Vida Milholland
American suffragist and singer
American suffragist and singer
Dr. Martha May Eliot was the first woman to be elected president of the American Public Health Association and the first woman to be awarded the American Public Health Association’s Sedgewick Memorial Medal.
1957: Dr. Ethel Collins Dunham was the first woman pediatrician to receive the American Pediatric Society’s most prestigious award, the John Howland Medal.
Called the “best whip in California,” Charley Parkhurst was a legendary six-horse stagecoach driver during California’s Gold Rush.
Photojournalist who worked for Look magazine from 1951 until 1971.
At the turn of the twentieth century, Evangeline Whipple used her wealth to improve the lives of women, people of color, and the poor. She supported social justice for Native Americans in Minnesota, for African Americans in Florida, and for villagers and World War I refugees in Bagni di Lucca, Italy.
Belgian singer
Jazz and blues icon
Early 1900s Australian mechanic and garage owner
Dr. S. Josephine Baker became the first director of the New York City Bureau of Child Hygiene, the first such bureau in the country, in 1908. In 1917, she was the first woman to earn a doctorate in public health from the New York University and Bellevue Hospital Medical College.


◆ **Work order**
In the copy, keep the lines from the first line of the material below through the line containing "Image is 980x473 pixels." exactly as they are, and include no pictures.

[[ Excerpted data open ]]

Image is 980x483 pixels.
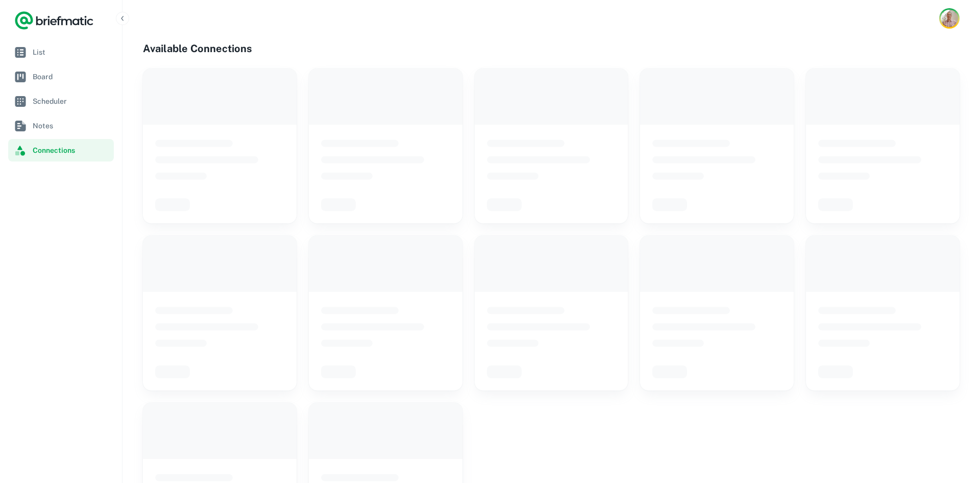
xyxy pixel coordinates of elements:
h4: Available Connections [143,40,960,56]
a: Board [8,65,114,88]
a: Notes [8,114,114,137]
img: Rob Mark [941,10,958,27]
span: Notes [33,121,109,132]
a: Connections [8,139,114,161]
a: Scheduler [8,90,114,112]
span: Connections [33,144,109,155]
span: Board [33,71,109,82]
a: Logo [15,10,94,30]
span: Scheduler [33,96,109,107]
span: List [33,47,109,58]
button: Account button [940,8,960,29]
a: List [8,40,114,63]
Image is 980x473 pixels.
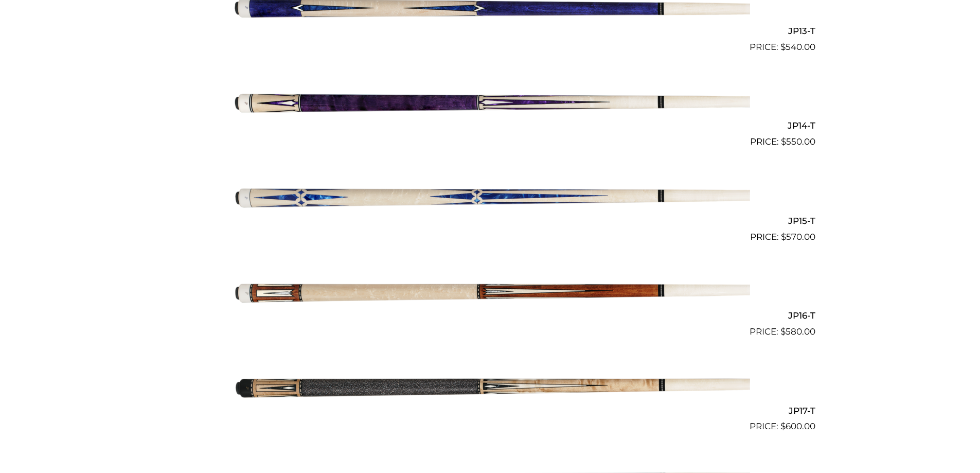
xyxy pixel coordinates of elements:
[780,41,786,52] span: $
[165,343,816,434] a: JP17-T $600.00
[230,248,750,335] img: JP16-T
[230,58,750,145] img: JP14-T
[230,343,750,430] img: JP17-T
[781,231,816,242] bdi: 570.00
[780,421,816,432] bdi: 600.00
[165,58,816,149] a: JP14-T $550.00
[230,153,750,240] img: JP15-T
[165,401,816,420] h2: JP17-T
[780,41,816,52] bdi: 540.00
[165,307,816,325] h2: JP16-T
[781,136,786,147] span: $
[780,326,786,337] span: $
[165,117,816,135] h2: JP14-T
[780,326,816,337] bdi: 580.00
[781,136,816,147] bdi: 550.00
[165,211,816,230] h2: JP15-T
[780,421,786,432] span: $
[165,248,816,339] a: JP16-T $580.00
[781,231,786,242] span: $
[165,153,816,244] a: JP15-T $570.00
[165,22,816,40] h2: JP13-T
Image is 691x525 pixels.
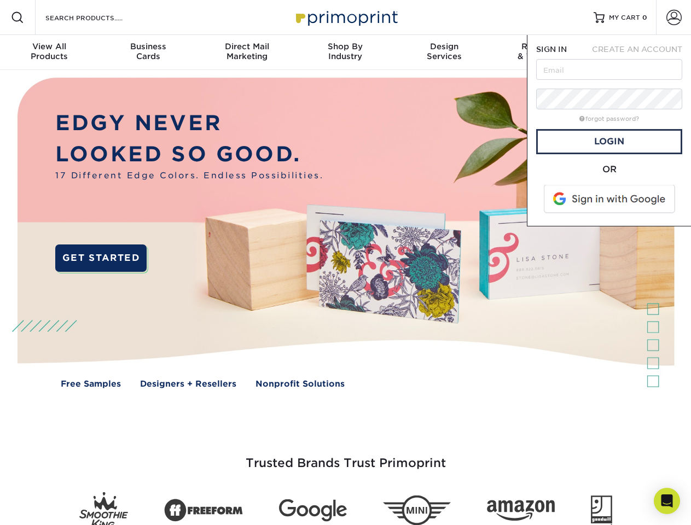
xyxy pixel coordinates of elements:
a: DesignServices [395,35,494,70]
p: EDGY NEVER [55,108,323,139]
a: forgot password? [580,115,639,123]
div: Cards [99,42,197,61]
input: SEARCH PRODUCTS..... [44,11,151,24]
a: Resources& Templates [494,35,592,70]
img: Primoprint [291,5,401,29]
img: Google [279,500,347,522]
span: 17 Different Edge Colors. Endless Possibilities. [55,170,323,182]
a: Shop ByIndustry [296,35,395,70]
img: Goodwill [591,496,612,525]
span: 0 [643,14,648,21]
a: Direct MailMarketing [198,35,296,70]
a: Designers + Resellers [140,378,236,391]
span: Design [395,42,494,51]
div: Open Intercom Messenger [654,488,680,514]
div: Marketing [198,42,296,61]
span: MY CART [609,13,640,22]
span: Resources [494,42,592,51]
div: Services [395,42,494,61]
span: Direct Mail [198,42,296,51]
span: CREATE AN ACCOUNT [592,45,683,54]
div: & Templates [494,42,592,61]
a: Nonprofit Solutions [256,378,345,391]
span: SIGN IN [536,45,567,54]
img: Amazon [487,501,555,522]
a: Free Samples [61,378,121,391]
a: Login [536,129,683,154]
div: Industry [296,42,395,61]
div: OR [536,163,683,176]
a: GET STARTED [55,245,147,272]
a: BusinessCards [99,35,197,70]
p: LOOKED SO GOOD. [55,139,323,170]
h3: Trusted Brands Trust Primoprint [26,430,666,484]
span: Business [99,42,197,51]
input: Email [536,59,683,80]
span: Shop By [296,42,395,51]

[[ Excerpted data closed ]]

◆ **Result below**
Image is 980x483 pixels.
xyxy pixel coordinates of elements:
h4: Available Connections [143,40,960,56]
a: Board [8,65,114,88]
a: Notes [8,114,114,137]
img: Rob Mark [941,10,958,27]
span: Notes [33,121,109,132]
a: Connections [8,139,114,161]
a: Scheduler [8,90,114,112]
span: Connections [33,144,109,155]
span: Board [33,71,109,82]
a: Logo [15,10,94,30]
span: Scheduler [33,96,109,107]
span: List [33,47,109,58]
button: Account button [940,8,960,29]
a: List [8,40,114,63]
Image is 980x473 pixels.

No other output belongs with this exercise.